Today in History:

22 Series I Volume XLVII-I Serial 98 - Columbia Part I

Page 22 OPERATIONS IN N. C., S. C., S. GA., AND E. FLA. Chapter LIX.

and wearing apparel. I disclaim on the part of my army any agency in this fire, but, on the contrary, claim that we saved what of Columbia remains unconsumed. And without hesitation I charge General Wade Hampton with having burned his own city of Columbia, not with a malicious intent, or as the manifestation of a silly "Roman stoicism," but from folly and want of sense, in filling it with lint, cotton, and tinder. Our officers and men on duty worked well to extinguish the flames; but others not on duty, including the officers who had long been imprisoned there, rescued by us, may have assisted in spreading the fire after it had once begun, and may have indulged in unconcealed joy to see the ruin of the capital of South Carolina. During the 18th and 19th the arsenal, railroad depots, machine shops, foundries, and other buildings were properly destroyed by detailed working parties, and the railroad track torn up and destroyed down to Kingsville and the Wateree bridge, and up in the direction of Winnsborough.

At the same time the Left Wing and cavalry had crossed the Saluda and Broad Rivers, breaking up railroad about Alston, and as high up as the bridge across Broad River on the Spartanburg road, the main body moving straight for Winnsborough, which Generalon the 21st of February. He caused the railroad to be destroyed up to Black Stocks Depot, and then turned to Rocky Mont, on the Catawba River. The Twentieth Corps reached Rocky Mount on the 22d, laid a pontoon bridge, and crossed over during the 23d. Kilpatrick's cavalry followed, and crossed over in a terrible rain during the night of the 23d, and moved up to Lancaster, with orders to keep up the delusion of a general movement on Charlotte, N. C., to which General Beauregard and all the cavalry of the enemy had retreated from Columbia. I was also aware that Cheatham's corps, of Hood's old army, was aiming to make a junction with Beauregard at Charlotte, having been cut off by our rapid movements on Columbia and Winnsborough. From the 23rd to the 26th we had heavy rains, swelling the rivers and making the roads almost impassable. The Twentieth Corps reached Hanging Rock on the 26th, and waited there for the Fourteenth Corps to get across the Catawba. The heavy rains had so swollen the river that the pontoon bridge broke, and General Davis had very hard work to restore it and get his command across. At last he succeeded, and the Left Wing was all put in motion for Cheraw.

In the meantime the Right Wing had broken up the railroad to Winnsborough, and thence turned for Peay's Ferry, where it was crossed over the Catawba before the heavy rains set in, the Seventeenth Corps moving straight on Cheraw via Young's Bridge, and the Fifteenth Corps by Tiller's and Kelly's Bridges. From this latter corps detachments were sent into Camden to burn the bridge over the Wateree, with the railroad depot, stores, &c. A small force of mounted men under Captain Duncan was also dispatched to make a dash and interrupt the railroad from Charleston to Florence, but it met Butler's division of cavalry, and after a sharp night skirmish on Mount Elon was compelled to return unsuccessful. Much bad road was encountered at Lynch's Creek, which delayed the Right wing about the same length of time as the Left Wing had been at n the 2nd of March the leading division of the Twentieth Corps entered Chesterfield, skirmishing with Butler's division of cavalry, and the next day about noon the Seventeenth Corps entered Cheraw, the enemy retreating across the Pedee, and burning the bridge at that point. At Cheraw we found much ammunition and many guns which had been brought from Charleston on the evacuation of that city. These were


Page 22 OPERATIONS IN N. C., S. C., S. GA., AND E. FLA. Chapter LIX.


Task description >>
Please repeat the entries word for word and keep the images out.

Information supplied >>
---
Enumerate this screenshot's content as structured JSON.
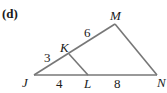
{
  "figure": {
    "label": "(d)",
    "points": {
      "J": {
        "name": "J",
        "x": 34,
        "y": 75
      },
      "K": {
        "name": "K",
        "x": 69,
        "y": 54
      },
      "M": {
        "name": "M",
        "x": 115,
        "y": 24
      },
      "L": {
        "name": "L",
        "x": 88,
        "y": 75
      },
      "N": {
        "name": "N",
        "x": 157,
        "y": 75
      }
    },
    "segments": {
      "JK": "3",
      "KM": "6",
      "JL": "4",
      "LN": "8"
    },
    "stroke_color": "#777777"
  }
}
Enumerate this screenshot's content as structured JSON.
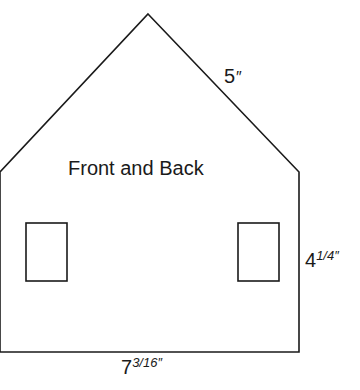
{
  "diagram": {
    "title": "Front and Back",
    "roof_edge": {
      "whole": "5",
      "unit": "″"
    },
    "wall_height": {
      "whole": "4",
      "fraction": "1/4",
      "unit": "″"
    },
    "base_width": {
      "whole": "7",
      "fraction": "3/16",
      "unit": "″"
    },
    "shape": {
      "apex": [
        148,
        14
      ],
      "left_eave": [
        0,
        172
      ],
      "right_eave": [
        299,
        172
      ],
      "bottom_left": [
        0,
        352
      ],
      "bottom_right": [
        299,
        352
      ],
      "stroke_color": "#1a1a1a"
    },
    "windows": [
      {
        "name": "left",
        "x": 26,
        "y": 223,
        "w": 41,
        "h": 58
      },
      {
        "name": "right",
        "x": 238,
        "y": 223,
        "w": 41,
        "h": 58
      }
    ]
  }
}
---
Result below >>
Enumerate this screenshot's content as structured JSON.
{
  "figure": {
    "label": "(d)",
    "points": {
      "J": {
        "name": "J",
        "x": 34,
        "y": 75
      },
      "K": {
        "name": "K",
        "x": 69,
        "y": 54
      },
      "M": {
        "name": "M",
        "x": 115,
        "y": 24
      },
      "L": {
        "name": "L",
        "x": 88,
        "y": 75
      },
      "N": {
        "name": "N",
        "x": 157,
        "y": 75
      }
    },
    "segments": {
      "JK": "3",
      "KM": "6",
      "JL": "4",
      "LN": "8"
    },
    "stroke_color": "#777777"
  }
}
Enumerate this screenshot's content as structured JSON.
{
  "diagram": {
    "title": "Front and Back",
    "roof_edge": {
      "whole": "5",
      "unit": "″"
    },
    "wall_height": {
      "whole": "4",
      "fraction": "1/4",
      "unit": "″"
    },
    "base_width": {
      "whole": "7",
      "fraction": "3/16",
      "unit": "″"
    },
    "shape": {
      "apex": [
        148,
        14
      ],
      "left_eave": [
        0,
        172
      ],
      "right_eave": [
        299,
        172
      ],
      "bottom_left": [
        0,
        352
      ],
      "bottom_right": [
        299,
        352
      ],
      "stroke_color": "#1a1a1a"
    },
    "windows": [
      {
        "name": "left",
        "x": 26,
        "y": 223,
        "w": 41,
        "h": 58
      },
      {
        "name": "right",
        "x": 238,
        "y": 223,
        "w": 41,
        "h": 58
      }
    ]
  }
}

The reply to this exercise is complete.